Senate President Matt Regier said he has “very, very serious concerns” about the contract arrangement. "The more you look at it, the deeper it's getting.”
A Montana House bill would require transgender people to use public bathrooms that align with their sex assigned at birth.
Conservatives erupted on social media Tuesday following an exchange between Secretary of Defense nominee Pete Hegseth and freshman Sen. Tim Sheehy regarding gender identity.
On Thursday morning, the Senate Judiciary Committee held a hearing on one of the most prominent in a Republican-sponsored suite of bills that would overhaul Montana’s judicial branch.
Lt. Gov. Kristen Juras reiterated the administration’s “full support” of the measure, which would force judicial candidates to declare a party for the first time in Montana since 1935.
Montana’s House is has endorsed a ban on transgender people using bathrooms in public buildings that don’t align with their sex assigned at birth.
Montana Gov. Greg Gianforte has entered the Treasure State in an ongoing flag war between supporters of President-elect Donald Trump and current President Joe Biden, who for ordered the United States flag at half-staff on Monday, Inauguration Day.
House Bill 121 appears to specifically target two Montana lawmakers — transgender state Rep. Zooey Zephyr (D) and nonbinary state Rep. SJ Howell (D) — while broadly restricting all transgender people in the state from using restrooms, changing rooms, and sleeping areas in public buildings, schools, prisons, jails, and domestic violence shelters.
"We did kind of prioritize what could move the needle most," Senate President Matt Regier, R-Kalispell, told reporters Tuesday.
Kalispell, doesn’t believe the tension between the courts and the state legislature should be characterized as a war between two coequal branches of government; however, he does believe that lawmakers have an obligation to check the power of the judicial system during the upcoming legislative session.
Montana Republicans, who hold a majority in the Legislature, are set to debate nearly 30 bills aimed at reforming the judiciary based on GOP concerns with the branch of government.
Montana lawmakers heard more than a dozen bills last week aimed at regulating the state’s courts and judges. They included one of the top priorities for Republicans: to make judicial elections partisan.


● TASK DESCRIPTION: Set each line of the data down exactly, please.

------ DATASET RECORDS ------

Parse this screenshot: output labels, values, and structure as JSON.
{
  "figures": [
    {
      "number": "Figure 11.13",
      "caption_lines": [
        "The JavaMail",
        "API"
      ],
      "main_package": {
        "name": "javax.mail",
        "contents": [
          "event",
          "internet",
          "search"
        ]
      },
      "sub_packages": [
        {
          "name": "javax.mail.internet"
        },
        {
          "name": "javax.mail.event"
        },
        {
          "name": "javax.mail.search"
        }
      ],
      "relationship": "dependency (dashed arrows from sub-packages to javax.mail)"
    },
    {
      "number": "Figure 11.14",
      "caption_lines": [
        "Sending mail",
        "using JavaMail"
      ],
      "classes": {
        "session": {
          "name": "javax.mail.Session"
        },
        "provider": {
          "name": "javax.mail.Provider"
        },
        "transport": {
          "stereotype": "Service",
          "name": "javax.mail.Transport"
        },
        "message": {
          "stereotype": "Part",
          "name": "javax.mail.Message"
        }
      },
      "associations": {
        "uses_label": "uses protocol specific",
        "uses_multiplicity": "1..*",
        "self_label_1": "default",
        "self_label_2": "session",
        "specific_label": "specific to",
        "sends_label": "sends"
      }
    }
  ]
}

------

● RESULT:
Parse this screenshot: output labels, values, and structure as JSON.
{
  "figures": [
    {
      "number": "Figure 11.13",
      "caption_lines": [
        "The JavaMail",
        "API"
      ],
      "main_package": {
        "name": "javax.mail",
        "contents": [
          "event",
          "internet",
          "search"
        ]
      },
      "sub_packages": [
        {
          "name": "javax.mail.internet"
        },
        {
          "name": "javax.mail.event"
        },
        {
          "name": "javax.mail.search"
        }
      ],
      "relationship": "dependency (dashed arrows from sub-packages to javax.mail)"
    },
    {
      "number": "Figure 11.14",
      "caption_lines": [
        "Sending mail",
        "using JavaMail"
      ],
      "classes": {
        "session": {
          "name": "javax.mail.Session"
        },
        "provider": {
          "name": "javax.mail.Provider"
        },
        "transport": {
          "stereotype": "Service",
          "name": "javax.mail.Transport"
        },
        "message": {
          "stereotype": "Part",
          "name": "javax.mail.Message"
        }
      },
      "associations": {
        "uses_label": "uses protocol specific",
        "uses_multiplicity": "1..*",
        "self_label_1": "default",
        "self_label_2": "session",
        "specific_label": "specific to",
        "sends_label": "sends"
      }
    }
  ]
}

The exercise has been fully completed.